Right now, there is an entire cow's head in our freezer. It takes up a fair amount of the freezer all by itself. It's from our Jersey cow, who was butchered this past autumn. Homero insists that he is going to cook it - how, I haven't the faintest clue. We don't have a fire-proof receptacle capable of holding it - you'd need a medieval cauldron, even though she was a pretty small cow. Maybe he could barbecue it over an open fire outside.
Right now, there is an entire cow's head in our freezer. It takes up a fair amount of the freezer all by itself. It's from our Jersey cow, who was butchered this past autumn. Homero insists that he is going to cook it - how, I haven't the faintest clue. We don't have a fire-proof receptacle capable of holding it - you'd need a medieval cauldron, even though she was a pretty small cow. Maybe he could barbecue it over an open fire outside.
Whatever he does with it, he better do it soon. I'm getting tired of wrestling with that frozen cow head every time I want to get into the freezer and get out some food.
Saturday, December 5, 2015
Advent Activity Calendar: So Far
Day one: make christmas cards
Day two: decorate the altar
Day three was going Christmas shopping (at thrift stores). I made the girls make a list of people they really wanted to give gifts to, and I gave them each $40 and said I expected that to be enough - but that I would help them budget and if they wanted to use the money to buy craft stuff and make presents, I'd help them come up with ideas and then I would help them make stuff.

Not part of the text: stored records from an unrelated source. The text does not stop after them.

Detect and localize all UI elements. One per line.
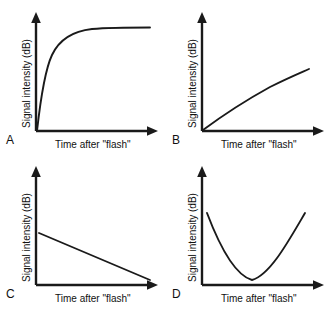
chart-panel-b: B Time after "flash" Signal intensity (d… (166, 0, 332, 157)
data-curve-a (37, 28, 150, 132)
panel-letter-c: C (6, 288, 15, 300)
x-axis-label-a: Time after "flash" (55, 140, 131, 150)
panel-letter-b: B (172, 134, 180, 146)
y-axis-c (31, 166, 41, 285)
x-axis-b (202, 126, 324, 136)
data-curve-d (207, 213, 305, 280)
x-axis-label-b: Time after "flash" (221, 140, 297, 150)
chart-panel-c: C Time after "flash" Signal intensity (d… (0, 157, 166, 314)
y-axis-d (197, 166, 207, 285)
y-axis-label-a: Signal intensity (dB) (22, 39, 32, 128)
chart-panel-d: D Time after "flash" Signal intensity (d… (166, 157, 332, 314)
y-axis-label-d: Signal intensity (dB) (188, 193, 198, 282)
x-axis-label-d: Time after "flash" (221, 294, 297, 304)
x-axis-label-c: Time after "flash" (55, 294, 131, 304)
panel-letter-d: D (172, 288, 181, 300)
data-curve-c (39, 233, 150, 280)
data-curve-b (203, 69, 309, 130)
panel-letter-a: A (6, 134, 14, 146)
y-axis-label-b: Signal intensity (dB) (188, 39, 198, 128)
y-axis-b (197, 12, 207, 131)
x-axis-a (36, 126, 158, 136)
chart-panel-a: A Time after "flash" Signal intensity (d… (0, 0, 166, 157)
four-panel-figure: A Time after "flash" Signal intensity (d… (0, 0, 332, 314)
y-axis-label-c: Signal intensity (dB) (22, 193, 32, 282)
x-axis-c (36, 280, 158, 290)
x-axis-d (202, 280, 324, 290)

Day four was supposed to be going downtown to the christmas tree lighting ceremony, but as it turned out I had the stomach flue and wasn't going anywhere. Luckily it was pretty much a twenty-four hour bug, and I'm feeling much better today.
Day five, today, we went down to the port for the annual holiday port festival and gingerbread house show. There are many things going on, but the gingerbread houses are the star attraction. So much so that the line to see them was a half an hour long. However it wasn't too bad because there was a stage and local groups performing, ranging from high school jazz bands to barbershop quartets, so we had music while we waited. The houses themselves can be submitted by anybody, and they are sorted into categories from "under 5" all the way up to "professional bakery." The show is also a silent auction, with the benefits going to local charities. Some of them were truly spectacular, and others were - as we say - "sincere."
By the time we got through the show, I had had quite enough holiday cheer for one day. As large as the space is, there were enough bodies present to make it hot and close, and I've never been good in crowds. I think I may have some lingering effects of the flu - a couple of times I felt near to fainting. I was very glad to get back out into the chilly, rainy fresh air.
Tomorrow is the one event we never miss, in any year - Pioneer Park Old Fashioned Christmas. It's a truly amazing event - the park itself is wonderful. It's a big field with approximately twelve original old buildings from the pioneer era that were all moved here from various locations around the count. They are mostly houses but also a church, a barn, and a schoolhouse. They date from the 1870's and 1880's. All of them are furnished with original furniture, stoves, quilts, etc, from the time period - in some cases the actual furnishings that were in those houses. In the summertime the Ferndale Historical Society gives tours on weekends. And for one weekend in December every year, they have Christmas. All the houses are decorated with period decorations, and in each building there is a different activity for children - dipping candles, writing christmas cards that will be sent to soldiers overseas, and of course visiting Santa. I love Pioneer Park Christmas!